U.S. crude stockpiles fall as imports drop, refinery rates rise: EIA

Reuters

Published Nov 23, 2016 11:16AM ET

U.S. crude stockpiles fall as imports drop, refinery rates rise: EIA

By David Gaffen

(Reuters) - U.S. crude oil stocks fell last week after three straight weeks of builds as imports dropped and refineries hiked output, while gasoline inventories rose sharply amid weak demand, U.S. Energy Information Administration data showed on Wednesday.

Crude inventories fell 1.3 million barrels in the week to Nov. 18, compared with expectations for an increase of 671,000 barrels. Stocks at the Cushing, Oklahoma, delivery hub for crude futures fell 87,000 barrels, the EIA said.

Crude oil prices were relatively steady after the data, as the market continues to ready for next week's meeting of the Organization of the Petroleum Exporting Countries.

U.S. crude futures (CLc1) oil rose 19 cents, or 0.4 percent, to $48.22 a barrel, while Brent crude (LCOc1) gained 15 cents, or 0.3 percent, to $49.27 a barrel.

U.S. crude imports fell last week by 833,000 barrels per day.

Refinery crude runs rose 271,000 bpd and utilization rates gained 1.6 percentage points to 90.8 percent of total capacity, EIA data showed.

Gasoline stocks rose 2.3 million barrels, compared with analysts' expectations in a Reuters poll for a 643,000-barrel gain.

Gasoline demand over the past four weeks was 9.2 mln bpd, only 0.6 percent higher from a year ago.

"A solid build to gasoline inventories comes amid higher gasoline production and lower implied demand on the week," said Matt Smith, director of commodity research at ClipperData.

"On the whole, the report is a welcome distraction from OPEC talk, but fairly neutral on the whole."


**TASK STATEMENT:** Pictures in the data should be dropped; transcribe exactly the lines from the one that has "Direct me to human face." through the one that has "Show the detection".

**DATA:**

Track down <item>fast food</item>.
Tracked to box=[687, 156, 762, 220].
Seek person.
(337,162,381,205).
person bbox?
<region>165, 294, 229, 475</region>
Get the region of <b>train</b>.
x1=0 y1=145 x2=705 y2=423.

==

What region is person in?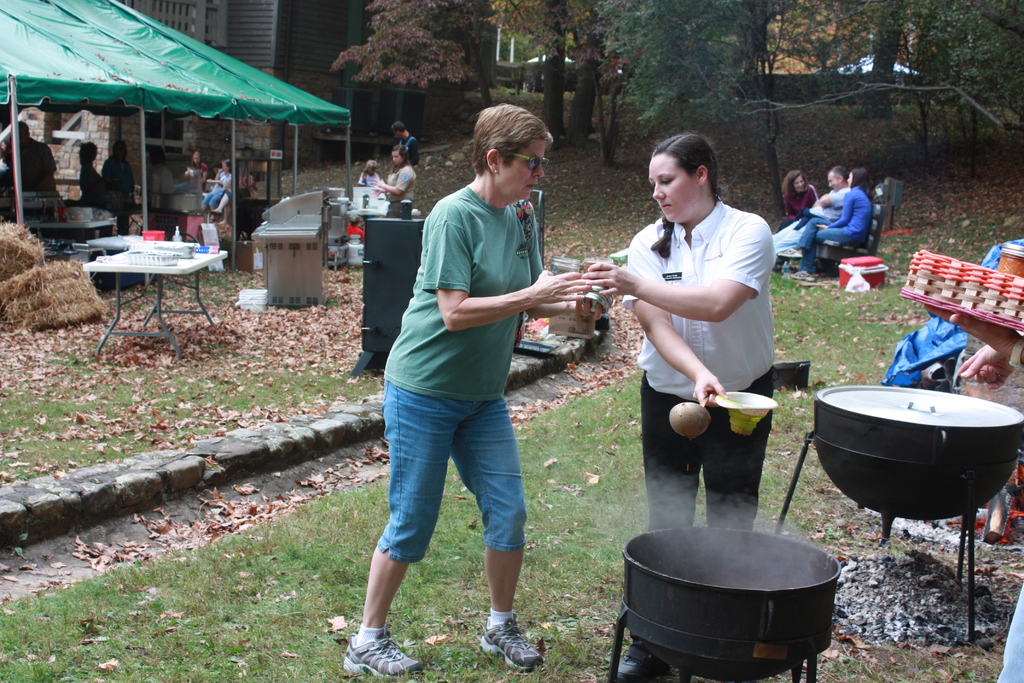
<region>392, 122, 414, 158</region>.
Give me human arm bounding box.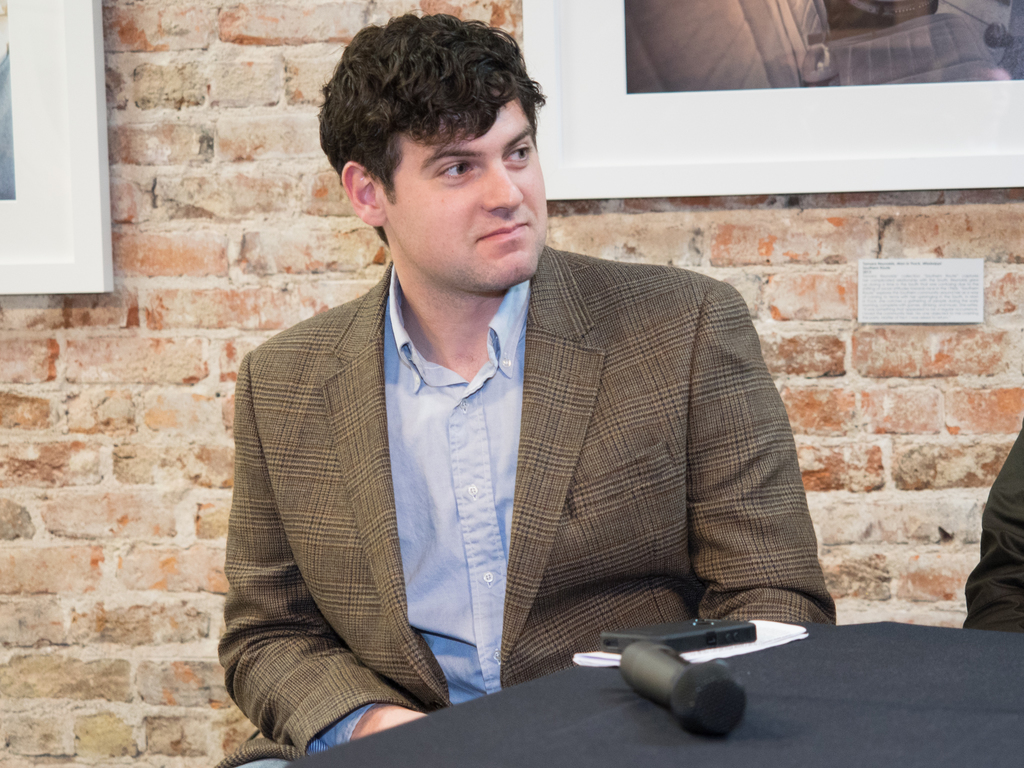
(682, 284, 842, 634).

...

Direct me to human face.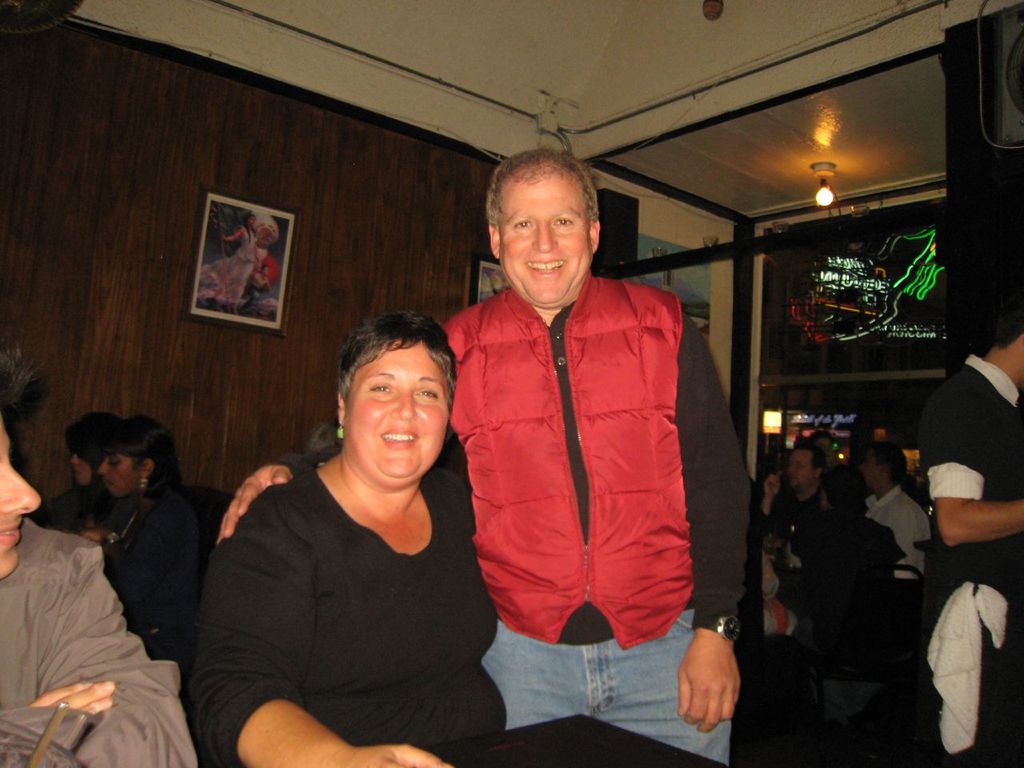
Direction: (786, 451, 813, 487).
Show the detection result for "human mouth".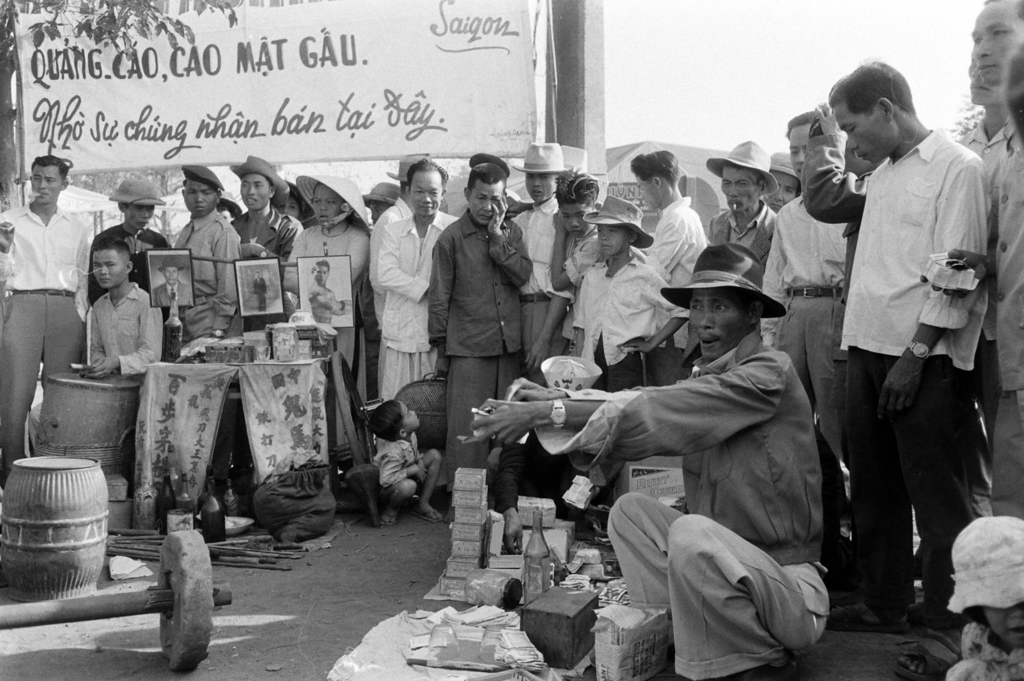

**RESPONSE AREA:**
Direct me to human face.
Direction: (786, 451, 813, 487).
Show the detection result for "human mouth".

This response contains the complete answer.